Late phase response of protein secretion; difference between the
low and high affinity activation
In order to assess mediator release during mast cell activation by
either low- or high affinity stimulation, we analyzed the expression of
91 soluble inflammation markers in the supernatant of mature mast cells
after 3, 6 and 24 hours of activation and detected 54 of these at at
least one of the four time points sampled. The early response after 3
hours was dominated by cytokines IL-8, IL-13, LIF, HGF and CCL4 produced
due to high affinity IgE crosslinking. PD-L1 was induced by both high
and low affinity and with no significant difference. A number of shedded
surface markers (TNFSF12, TNFSF14, CSF-1, TGF-a) and the cytosolic
protein STAMPB, were induced earlier and more persistently by high
affinity IgE than by low affinity IgE.
Most effects of signalling through low affinity IgE appeared after 6
hours, and many markers detected after low affinity activation were
shared with high affinity signalling. The cytosolic proteins CASP8 and
SIRT2 were specifically induced by low affinity IgE at 3 hours. The
markers that most notably appeared to be specific for low affinity
signalling were shedded CD40, SLAMF4 and CD5. This is consistent with
the observations that low affinity IgE signalling has slower onset than
high affinity signalling (2). CD40 is involved in the somewhat
controversial antigen presentation of mast cells (4). In mast cells, CD5
may not be expressed in the same way as it is on T cells (6), but
transcriptional activity at the promoter suggests it is expressed(7).
SLAMF4 is expressed as a regulatory molecule on mast cells (5) that may
have inhibitory as well as activating functions. Extensive shedding
after 6 hours of these molecules as well as IL10-RB and CD6 and
significantly more release of CCL3, TGF-b and CASP-8 differentiates the
low affinity response of human mast cells from a high affinity response.
One may speculate that the phenotype of the mast cell now adapts to the
low affinity stimulus. In addition, the membrane receptors released
become soluble signals that may modulate the physiologic response.
CSF-1, Fit3L, TGF-a, CD40 and TNFSF11 are known to be targets of ADAM17
that is expressed in mast cells, but there was no clear association of
ADAM17 and affinity of IgE or timing of release. CD6 and its ligand
CD318 (CDCP1) were shedded after low affinity IgE stimulation at 6 and
24 hours, respectively. While IL-18 and IL-10 were released at 3 and 6
hours under conditions of high affinity IgE, IL-18R1 and IL-10Rb were
shedded under low affinity IgE conditions at 6 and 24 hours, suggesting
the presence of a feedback loop. Shedding of a receptor may be a method
to quickly change the phenotype of the cell by releasing the surface
receptor, or to generate a signal molecule, or both (3).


> **DESCRIPTION OF THE TASK**
From the records, return each line that has the word "height" in it.

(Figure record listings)
=-=-=
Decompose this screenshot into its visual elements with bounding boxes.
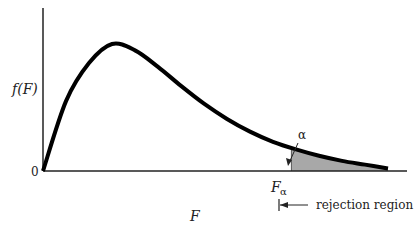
critical-value-label: F α (270, 179, 287, 197)
x-axis-label: F (189, 208, 201, 224)
rejection-region-label: rejection region (316, 198, 413, 212)
tail-area-label: α (298, 128, 306, 142)
y-axis-label: f(F) (11, 81, 38, 97)
critical-value-subscript: α (280, 186, 287, 197)
density-curve (43, 43, 388, 171)
f-distribution-diagram: f(F) 0 F F α α rejection region (0, 0, 418, 237)
rejection-region-arrow (279, 199, 308, 211)
origin-label: 0 (31, 165, 39, 179)
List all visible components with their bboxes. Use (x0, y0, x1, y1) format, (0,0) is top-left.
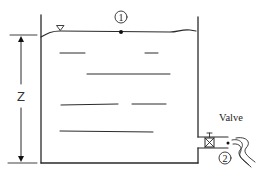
free-surface-line (41, 30, 196, 37)
point-1-label: 1 (119, 12, 124, 23)
height-label: Z (17, 89, 25, 104)
point-1-marker: 1 (115, 11, 127, 23)
free-surface-marker-icon (57, 26, 65, 31)
jet-stream-icon (232, 138, 255, 167)
point-2-marker: 2 (219, 152, 231, 164)
water-lines (60, 53, 170, 132)
height-dimension: Z (8, 35, 37, 163)
tank-diagram: Valve 1 2 Z (0, 0, 259, 180)
valve-icon (205, 133, 214, 147)
tank (41, 15, 198, 163)
point-1-dot (119, 30, 123, 34)
point-2-label: 2 (223, 153, 228, 164)
arrow-up-icon (18, 36, 24, 42)
point-2-dot (227, 142, 230, 145)
arrow-down-icon (18, 156, 24, 162)
valve-label: Valve (219, 112, 243, 123)
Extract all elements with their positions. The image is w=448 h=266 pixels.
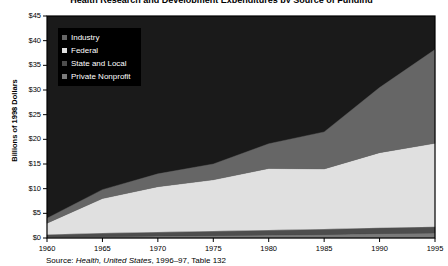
x-axis-tick-label: 1980 (249, 244, 289, 253)
x-axis-tick-label: 1985 (304, 244, 344, 253)
x-axis-tick-label: 1970 (138, 244, 178, 253)
legend-item-label: State and Local (71, 57, 127, 70)
y-axis-tick-label: $40 (13, 36, 41, 45)
source-note: Source: Health, United States, 1996–97, … (46, 256, 226, 265)
source-prefix: Source: (46, 256, 76, 265)
legend-item: State and Local (62, 57, 131, 70)
y-axis-tick-label: $5 (13, 208, 41, 217)
x-axis-tick-label: 1960 (27, 244, 67, 253)
y-axis-tick-label: $35 (13, 60, 41, 69)
x-axis-tick-label: 1975 (193, 244, 233, 253)
x-axis-tick-label: 1995 (415, 244, 448, 253)
y-axis-tick-label: $30 (13, 85, 41, 94)
chart-legend: IndustryFederalState and LocalPrivate No… (58, 28, 141, 86)
y-axis-tick-label: $10 (13, 184, 41, 193)
legend-item: Industry (62, 31, 131, 44)
y-axis-tick-label: $25 (13, 110, 41, 119)
legend-swatch-icon (62, 35, 67, 40)
legend-item-label: Private Nonprofit (71, 70, 131, 83)
legend-swatch-icon (62, 48, 67, 53)
y-axis-tick-label: $15 (13, 159, 41, 168)
y-axis-tick-label: $20 (13, 134, 41, 143)
y-axis-tick-label: $0 (13, 233, 41, 242)
legend-item: Federal (62, 44, 131, 57)
legend-item-label: Industry (71, 31, 99, 44)
legend-swatch-icon (62, 61, 67, 66)
legend-item: Private Nonprofit (62, 70, 131, 83)
legend-swatch-icon (62, 74, 67, 79)
x-axis-tick-label: 1965 (82, 244, 122, 253)
x-axis-tick-label: 1990 (360, 244, 400, 253)
source-suffix: , 1996–97, Table 132 (151, 256, 226, 265)
source-publication: Health, United States (76, 256, 152, 265)
y-axis-tick-label: $45 (13, 11, 41, 20)
legend-item-label: Federal (71, 44, 98, 57)
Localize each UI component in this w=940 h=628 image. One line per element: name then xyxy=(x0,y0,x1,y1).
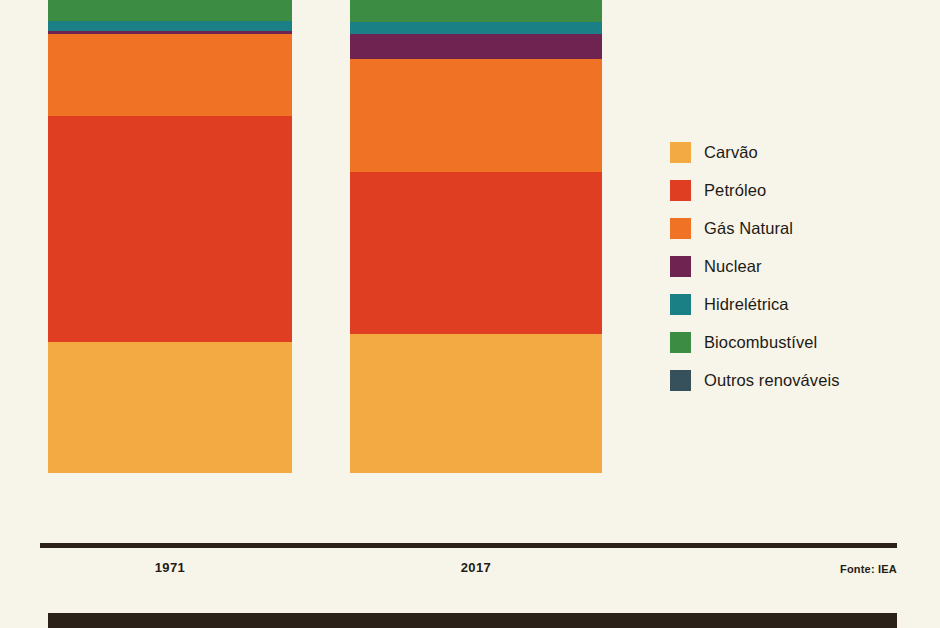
legend-swatch-icon xyxy=(670,370,691,391)
bar-segment-2017-biocombust-vel[interactable] xyxy=(350,0,602,22)
bar-segment-2017-carv-o[interactable] xyxy=(350,334,602,473)
legend-swatch-icon xyxy=(670,142,691,163)
x-axis-tick-label-2017: 2017 xyxy=(350,560,602,575)
legend-item-label: Outros renováveis xyxy=(704,371,840,390)
legend-item-label: Hidrelétrica xyxy=(704,295,789,314)
plot-area xyxy=(0,0,640,560)
legend-swatch-icon xyxy=(670,218,691,239)
legend-swatch-icon xyxy=(670,256,691,277)
legend-item-label: Gás Natural xyxy=(704,219,793,238)
legend-item-label: Nuclear xyxy=(704,257,762,276)
x-axis-line xyxy=(40,543,897,548)
bar-column-2017[interactable] xyxy=(350,0,602,473)
legend-item-label: Petróleo xyxy=(704,181,766,200)
legend-item-hidrel-trica[interactable]: Hidrelétrica xyxy=(670,285,840,323)
bar-segment-1971-biocombust-vel[interactable] xyxy=(48,0,292,21)
legend-item-nuclear[interactable]: Nuclear xyxy=(670,247,840,285)
legend-swatch-icon xyxy=(670,294,691,315)
bar-segment-1971-hidrel-trica[interactable] xyxy=(48,21,292,31)
bar-stack-2017 xyxy=(350,0,602,473)
stacked-bar-chart: 1971 2017 CarvãoPetróleoGás NaturalNucle… xyxy=(0,0,940,628)
legend-item-carv-o[interactable]: Carvão xyxy=(670,133,840,171)
chart-legend: CarvãoPetróleoGás NaturalNuclearHidrelét… xyxy=(670,133,840,399)
bar-stack-1971 xyxy=(48,0,292,473)
legend-item-label: Carvão xyxy=(704,143,758,162)
legend-item-outros-renov-veis[interactable]: Outros renováveis xyxy=(670,361,840,399)
legend-swatch-icon xyxy=(670,180,691,201)
legend-swatch-icon xyxy=(670,332,691,353)
bar-segment-1971-petr-leo[interactable] xyxy=(48,116,292,342)
legend-item-biocombust-vel[interactable]: Biocombustível xyxy=(670,323,840,361)
bar-segment-2017-hidrel-trica[interactable] xyxy=(350,22,602,35)
bar-segment-1971-carv-o[interactable] xyxy=(48,342,292,473)
bar-segment-2017-petr-leo[interactable] xyxy=(350,172,602,334)
bar-column-1971[interactable] xyxy=(48,0,292,473)
source-note: Fonte: IEA xyxy=(840,563,897,575)
legend-item-petr-leo[interactable]: Petróleo xyxy=(670,171,840,209)
legend-item-label: Biocombustível xyxy=(704,333,817,352)
legend-item-g-s-natural[interactable]: Gás Natural xyxy=(670,209,840,247)
bottom-decorative-band xyxy=(48,613,897,628)
x-axis-tick-label-1971: 1971 xyxy=(48,560,292,575)
bar-segment-2017-nuclear[interactable] xyxy=(350,34,602,59)
bar-segment-2017-g-s-natural[interactable] xyxy=(350,59,602,171)
bar-segment-1971-g-s-natural[interactable] xyxy=(48,34,292,116)
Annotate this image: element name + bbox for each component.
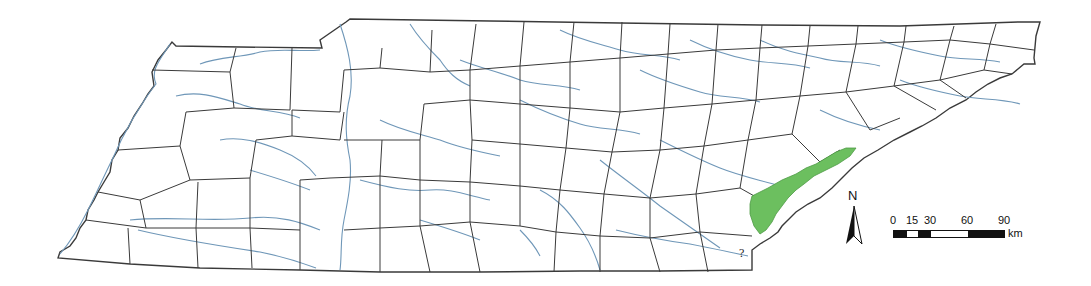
scale-bar: [893, 230, 1005, 238]
north-arrow-icon: [843, 192, 865, 252]
rivers: [60, 24, 1020, 270]
highlighted-region: [750, 148, 856, 234]
scale-segment: [931, 231, 968, 237]
scale-unit: km: [1008, 227, 1023, 239]
scale-segment: [907, 231, 918, 237]
scale-tick-15: 15: [906, 214, 918, 226]
scale-segment: [918, 231, 931, 237]
unknown-marker: ?: [739, 246, 744, 261]
scale-tick-0: 0: [890, 214, 896, 226]
county-borders: [86, 22, 1034, 272]
tennessee-county-map: [0, 0, 1091, 286]
scale-tick-60: 60: [961, 214, 973, 226]
scale-tick-90: 90: [998, 214, 1010, 226]
scale-segment: [894, 231, 907, 237]
scale-segment: [968, 231, 1004, 237]
scale-tick-30: 30: [924, 214, 936, 226]
scale-bar-ticks: 0 15 30 60 90: [893, 214, 1023, 228]
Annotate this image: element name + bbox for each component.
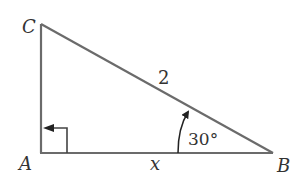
- base-label-x: x: [150, 153, 160, 174]
- triangle-diagram: C A B 2 x 30°: [0, 0, 307, 188]
- hypotenuse-label: 2: [158, 67, 169, 88]
- right-angle-marker: [43, 124, 67, 153]
- vertex-label-b: B: [276, 155, 290, 176]
- angle-arc-30: [178, 112, 188, 153]
- angle-label: 30°: [188, 129, 218, 149]
- vertex-label-c: C: [22, 16, 36, 37]
- arrow-left-icon: [43, 124, 54, 132]
- vertex-label-a: A: [17, 153, 32, 174]
- side-cb-hypotenuse: [41, 24, 273, 153]
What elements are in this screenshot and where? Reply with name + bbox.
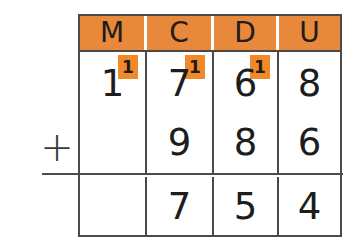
addends-block: 1 1 1 7 9 1 6	[80, 52, 340, 175]
header-cell-u: U	[279, 16, 340, 50]
plus-operator: +	[38, 127, 76, 167]
sum-cell-c: 7	[147, 177, 212, 235]
addend2-digit-u: 6	[298, 124, 322, 161]
sum-cell-m	[80, 177, 145, 235]
sum-digit-d: 5	[234, 188, 258, 225]
sum-digit-u: 4	[298, 188, 322, 225]
sum-cell-u: 4	[279, 177, 340, 235]
addend2-cell-c: 9	[147, 114, 212, 170]
addend2-cell-u: 6	[279, 114, 340, 170]
header-cell-m: M	[80, 16, 147, 50]
addend-column-d: 1 6 8	[214, 52, 279, 175]
place-value-header-row: M C D U	[80, 16, 340, 52]
sum-column-d: 5	[214, 177, 279, 235]
addend2-cell-m	[80, 114, 145, 170]
addend2-digit-c: 9	[168, 124, 192, 161]
place-value-grid: M C D U 1 1 1 7 9	[78, 14, 342, 237]
addend1-cell-d: 6	[214, 55, 277, 111]
addend-column-m: 1 1	[80, 52, 147, 175]
addend1-cell-c: 7	[147, 55, 212, 111]
addend1-cell-u: 8	[279, 55, 340, 111]
addend1-cell-m: 1	[80, 55, 145, 111]
sum-digit-c: 7	[168, 188, 192, 225]
addend1-digit-c: 7	[168, 65, 192, 102]
header-cell-c: C	[147, 16, 214, 50]
header-cell-d: D	[214, 16, 279, 50]
addend1-digit-d: 6	[234, 65, 258, 102]
sum-column-u: 4	[279, 177, 340, 235]
sum-row: 7 5 4	[80, 177, 340, 235]
addend2-cell-d: 8	[214, 114, 277, 170]
addend-column-c: 1 7 9	[147, 52, 214, 175]
sum-cell-d: 5	[214, 177, 277, 235]
addend-column-u: 8 6	[279, 52, 340, 175]
addend2-digit-d: 8	[234, 124, 258, 161]
sum-column-m	[80, 177, 147, 235]
sum-column-c: 7	[147, 177, 214, 235]
column-addition-worksheet: + M C D U 1 1 1 7	[0, 0, 355, 249]
addend1-digit-m: 1	[101, 65, 125, 102]
addend1-digit-u: 8	[298, 65, 322, 102]
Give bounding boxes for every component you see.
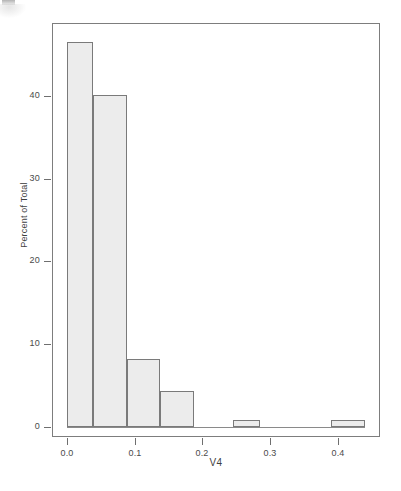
y-axis-tick-label: 10 bbox=[8, 338, 40, 348]
x-axis-label: V4 bbox=[52, 457, 380, 468]
histogram-bar bbox=[233, 420, 260, 427]
histogram-bar bbox=[127, 359, 160, 427]
y-axis-tick bbox=[44, 179, 51, 180]
x-axis-tick bbox=[270, 438, 271, 445]
histogram-bar bbox=[67, 42, 93, 427]
y-axis-tick-label: 0 bbox=[8, 421, 40, 431]
y-axis-label: Percent of Total bbox=[19, 145, 29, 285]
histogram-bar bbox=[93, 95, 127, 427]
y-axis-tick bbox=[44, 427, 51, 428]
histogram-bar bbox=[331, 420, 365, 427]
plot-area: 010203040 0.00.10.20.30.4 bbox=[0, 0, 401, 491]
histogram-figure: 010203040 0.00.10.20.30.4 V4 Percent of … bbox=[0, 0, 401, 491]
x-axis-tick bbox=[338, 438, 339, 445]
x-axis-tick bbox=[67, 438, 68, 445]
y-axis-tick-label: 40 bbox=[8, 90, 40, 100]
histogram-bar bbox=[160, 391, 194, 427]
y-axis-tick bbox=[44, 261, 51, 262]
y-axis-tick bbox=[44, 344, 51, 345]
x-axis-tick bbox=[135, 438, 136, 445]
x-axis-tick bbox=[202, 438, 203, 445]
y-axis-tick bbox=[44, 96, 51, 97]
zero-baseline bbox=[67, 427, 365, 428]
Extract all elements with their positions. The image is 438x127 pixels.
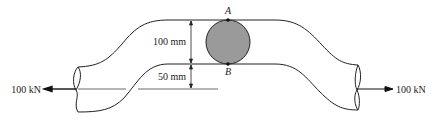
=-=-=
> **RESULT FOR THIS EXERCISE**
height-label: Z (17, 89, 25, 104)
height-dimension: Z (8, 35, 37, 163)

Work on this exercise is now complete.